Considering my users can save data as "café" or "cafe", I need to be able to search on that fields with an accent-insensitive query.
I've found https://github.com/djcoin/django-unaccent/, but I have no idea if it is possible to implement something similar on sqlalchemy.
I'm using PostgreSQL, so if the solution is specific to this database is good to me. If it is generic solution, it is much much better.
Thanks for your help.
classsqlalchemy.orm. Query(entities, session=None)¶ ORM-level SQL construction object. Queryis the source of all SELECT statements generated by the ORM, both those formulated by end-user query operations as well as by high level internal operations such as related collection loading.
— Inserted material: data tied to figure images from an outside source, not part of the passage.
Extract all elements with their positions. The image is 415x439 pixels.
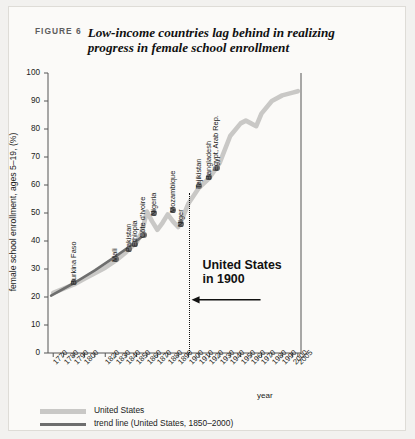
country-label: Nigeria xyxy=(149,193,158,216)
legend-label: trend line (United States, 1850–2000) xyxy=(94,418,233,428)
annotation-line-1: United States xyxy=(203,258,282,272)
country-label: Egypt, Arab Rep. xyxy=(211,115,220,171)
country-label: Mozambique xyxy=(168,171,177,213)
country-label: Tajikistan xyxy=(194,159,203,189)
figure-container: FIGURE 6Low-income countries lag behind … xyxy=(8,6,406,431)
legend-swatch xyxy=(40,409,86,414)
country-label: Mali xyxy=(110,249,119,263)
y-tick-label: 100 xyxy=(14,68,40,77)
country-label: Côte d'Ivoire xyxy=(138,197,147,238)
chart-plot-area: 0102030405060708090100177017801790180018… xyxy=(9,7,407,432)
country-label: Niger xyxy=(176,210,185,228)
annotation-line-2: in 1900 xyxy=(203,272,282,286)
year-1900-marker-line xyxy=(189,193,190,353)
legend-label: United States xyxy=(94,405,144,415)
annotation-text: United States in 1900 xyxy=(203,258,282,286)
legend-swatch xyxy=(40,423,86,426)
x-axis-title: year xyxy=(257,391,273,400)
chart-svg xyxy=(9,7,407,432)
y-tick-label: 0 xyxy=(14,348,40,357)
country-label: Burkina Faso xyxy=(69,241,78,285)
y-axis-title: female school enrollment, ages 5–19, (%) xyxy=(8,97,18,327)
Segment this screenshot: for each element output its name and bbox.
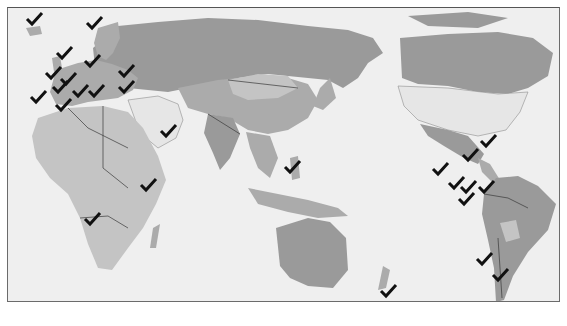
world-map-frame: IcelandNorwayUnited KingdomSweden/Baltic… [7,7,560,302]
checkmark-icon: Chile [477,253,492,264]
indonesia [248,188,348,218]
madagascar [150,224,160,248]
world-map: IcelandNorwayUnited KingdomSweden/Baltic… [8,8,560,302]
checkmark-icon: Ecuador [459,193,474,204]
checkmark-icon: Guatemala [433,163,448,174]
checkmark-icon: Iceland [27,13,42,24]
checkmark-icon: Portugal [31,91,46,102]
australia [276,218,348,288]
iceland [26,26,42,36]
usa [398,86,528,136]
south-america [482,176,556,302]
checkmark-icon: United Kingdom [57,47,72,58]
checkmark-icon: Norway [87,17,102,28]
canada [400,32,553,94]
new-zealand [378,266,390,290]
southeast-asia [246,132,278,178]
checkmark-icon: Cuba [481,135,496,146]
japan [313,78,336,110]
arctic-islands [408,12,508,28]
checkmark-icon: Panama [461,181,476,192]
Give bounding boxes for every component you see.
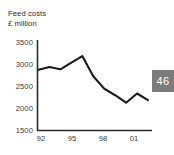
chart-figure: Feed costs £ million 3500 3000 2500 2000… bbox=[0, 0, 174, 155]
chart-canvas bbox=[0, 0, 174, 155]
data-series-line bbox=[39, 56, 149, 103]
plot-area: 3500 3000 2500 2000 1500 92 95 98 01 bbox=[0, 0, 174, 155]
page-number-badge: 46 bbox=[152, 70, 174, 92]
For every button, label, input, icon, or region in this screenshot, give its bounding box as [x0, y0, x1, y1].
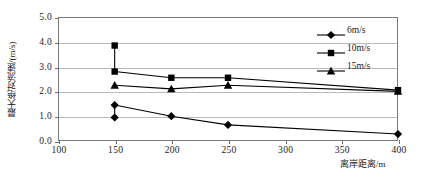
- y-axis-tick-label: 4.0: [39, 38, 52, 48]
- y-axis-tick-label: 1.0: [39, 112, 52, 122]
- x-axis-tick-label: 350: [335, 146, 350, 156]
- y-axis-tick-label: 0.0: [39, 137, 52, 147]
- legend-label: 6m/s: [347, 26, 365, 36]
- chart-legend: 6m/s10m/s15m/s: [316, 26, 370, 72]
- series-15m-s: [110, 81, 402, 95]
- series-line: [115, 105, 398, 134]
- series-line: [115, 85, 398, 91]
- series-6m-s: [111, 101, 403, 138]
- x-axis-tick-label: 200: [165, 146, 180, 156]
- legend-item-10m-s: 10m/s: [316, 44, 370, 54]
- data-point-marker: [328, 50, 334, 56]
- series-line: [115, 72, 398, 91]
- chart-figure: 最大绝对流速/(m/s) 0.01.02.03.04.05.0100150200…: [0, 0, 430, 181]
- y-axis-title: 最大绝对流速/(m/s): [4, 17, 20, 141]
- legend-item-15m-s: 15m/s: [316, 62, 370, 72]
- legend-label: 10m/s: [347, 44, 370, 54]
- data-point-marker: [110, 81, 118, 89]
- data-point-marker: [327, 31, 335, 39]
- data-point-marker: [394, 130, 402, 138]
- x-axis-tick-label: 250: [221, 146, 236, 156]
- data-point-marker: [225, 75, 231, 81]
- data-point-marker: [111, 68, 117, 74]
- diamond-icon: [316, 26, 346, 36]
- triangle-icon: [316, 62, 346, 72]
- x-axis-title: 离岸距离/m: [340, 160, 386, 169]
- x-axis-tick-label: 300: [278, 146, 293, 156]
- data-point-marker: [111, 101, 119, 109]
- x-axis-tick-label: 400: [391, 146, 406, 156]
- y-axis-tick-label: 2.0: [39, 88, 52, 98]
- data-point-marker: [224, 121, 232, 129]
- x-axis-tick-label: 100: [51, 146, 66, 156]
- data-point-marker: [167, 112, 175, 120]
- x-axis-tick-label: 150: [108, 146, 123, 156]
- y-axis-tick-label: 3.0: [39, 63, 52, 73]
- data-point-marker: [111, 42, 117, 48]
- data-point-marker: [111, 113, 119, 121]
- legend-item-6m-s: 6m/s: [316, 26, 370, 36]
- legend-label: 15m/s: [347, 62, 370, 72]
- data-point-marker: [168, 75, 174, 81]
- x-axis-tick: [399, 140, 400, 144]
- y-axis-tick-label: 5.0: [39, 13, 52, 23]
- square-icon: [316, 44, 346, 54]
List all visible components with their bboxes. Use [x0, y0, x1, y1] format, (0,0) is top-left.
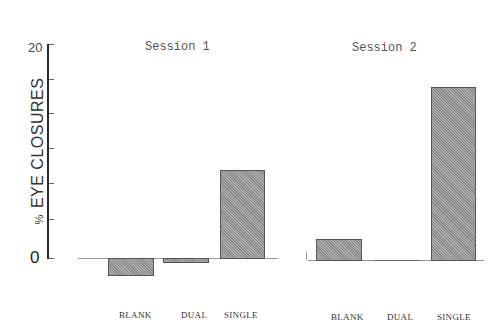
y-axis-line	[47, 44, 49, 259]
y-tick	[49, 258, 54, 259]
bar-session1-single	[220, 170, 265, 259]
y-tick	[49, 79, 54, 80]
bar-session2-blank	[316, 239, 362, 261]
bar-session1-blank	[108, 258, 154, 276]
session1-label-single: SINGLE	[224, 310, 258, 320]
session2-label-single: SINGLE	[437, 312, 471, 322]
y-axis-title-text: EYE CLOSURES	[29, 78, 46, 208]
bar-session2-dual	[374, 260, 420, 261]
y-axis-title-prefix: %	[33, 214, 45, 224]
y-tick	[49, 219, 54, 220]
y-tick	[49, 44, 54, 45]
session1-label-dual: DUAL	[181, 310, 207, 320]
y-tick-label-min: 0	[30, 248, 39, 268]
bar-session2-single	[431, 87, 476, 261]
y-tick	[49, 113, 54, 114]
session2-label-dual: DUAL	[387, 312, 413, 322]
session1-label-blank: BLANK	[119, 310, 152, 320]
session-2-axis-stub	[306, 252, 307, 260]
bar-session1-dual	[163, 258, 209, 263]
y-tick-label-max: 20	[28, 40, 42, 55]
session-1-title: Session 1	[145, 40, 210, 54]
session-2-title: Session 2	[352, 41, 417, 55]
y-tick	[49, 183, 54, 184]
session2-label-blank: BLANK	[331, 312, 364, 322]
y-axis-title: %EYE CLOSURES	[29, 71, 47, 231]
y-tick	[49, 148, 54, 149]
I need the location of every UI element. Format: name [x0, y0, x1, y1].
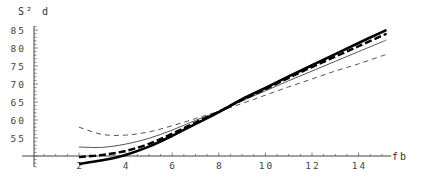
y-tick-label: 80 — [11, 43, 26, 54]
y-tick-label: 85 — [11, 25, 26, 36]
x-tick-label: 4 — [123, 160, 131, 171]
x-tick-label: 12 — [305, 160, 320, 171]
series-line — [79, 54, 387, 135]
y-tick-label: 75 — [11, 61, 26, 72]
line-chart: 55606570758085 2468101214 S² d fb — [0, 0, 428, 182]
y-axis-title: S² d — [18, 6, 50, 17]
x-tick-label: 14 — [352, 160, 367, 171]
x-tick-label: 6 — [169, 160, 177, 171]
x-axis-title: fb — [392, 151, 408, 162]
x-tick-label: 10 — [259, 160, 274, 171]
axes — [22, 26, 391, 166]
series-line — [79, 40, 387, 148]
y-tick-label: 55 — [11, 133, 26, 144]
y-tick-label: 60 — [11, 115, 26, 126]
y-tick-label: 65 — [11, 97, 26, 108]
x-tick-label: 8 — [216, 160, 224, 171]
x-tick-label: 2 — [76, 160, 84, 171]
series-lines — [79, 30, 387, 164]
y-tick-label: 70 — [11, 79, 26, 90]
methodsqlalchemy.orm.Query.from_self(*entities)¶ return a Query that selects from this Query’s SELECT statement. Deprecated since version 1.4: The Query.from_self()method is considered legacy as of the 1.x series of SQLAlchemy and will be removed in 2.0.
methodsqlalchemy.orm.Query.slice(start, stop)¶ Computes the “slice” of the Queryrepresented by the given indices and returns the resulting Query. The start and stop indices behave like the argument to Python’s built-in range()function.
Deprecated since version 1.4: The Query.from_self()method is considered legacy as of the 1.x series of SQLAlchemy and will be removed in 2.0. The new approach is to use the aliased()construct in conjunction with a subquery.
First install the unaccess extension in PostgreSQL: create extension unaccent;
Next, declare the SQL function unaccent
in Python:
from sqlalchemy.sql.functions import ReturnTypeFromArgs
class unaccent(ReturnTypeFromArgs):
pass
and use it like this:
for place in session.query(Place).filter(unaccent(Place.name) == "cafe").all():
print place.name
Make sure you have the correct indexes if you have a large table, otherwise this will result in a full table scan.
A simple and database agnostic solution is to write the field(s) that can have accents twice, once with and once without accents. Then you can conduct your searches on the unaccented version.
To generate the unaccented vesrsion of a string you can use Unidecode.
To automatically assign the unaccented version to the database when a record is inserted or updated you can use the default
and onupdate
clauses in the Column
definition. For example, using Flask-SQLAlchemy you could do something like this:
from unidecode import unidecode
def unaccent(context):
return unidecode(context.current_parameters['some_string'])
class MyModel(db.Model):
id = Column(db.Integer, primary_key=True)
some_string = db.Column(db.String(128))
some_string_unaccented = db.Column(db.String(128), default=unaccent, onupdate=unaccent, index=True)
Note how I only indexed the unaccented field, because that is the one on which the searches will be made.
Of course before you can search you also have to unaccent the value you are searching for. For example:
def search(text):
return MyModel.query.filter_by(some_string_unaccented = unaccent(text)).all()
You can apply the same technique to full text search, if necessary.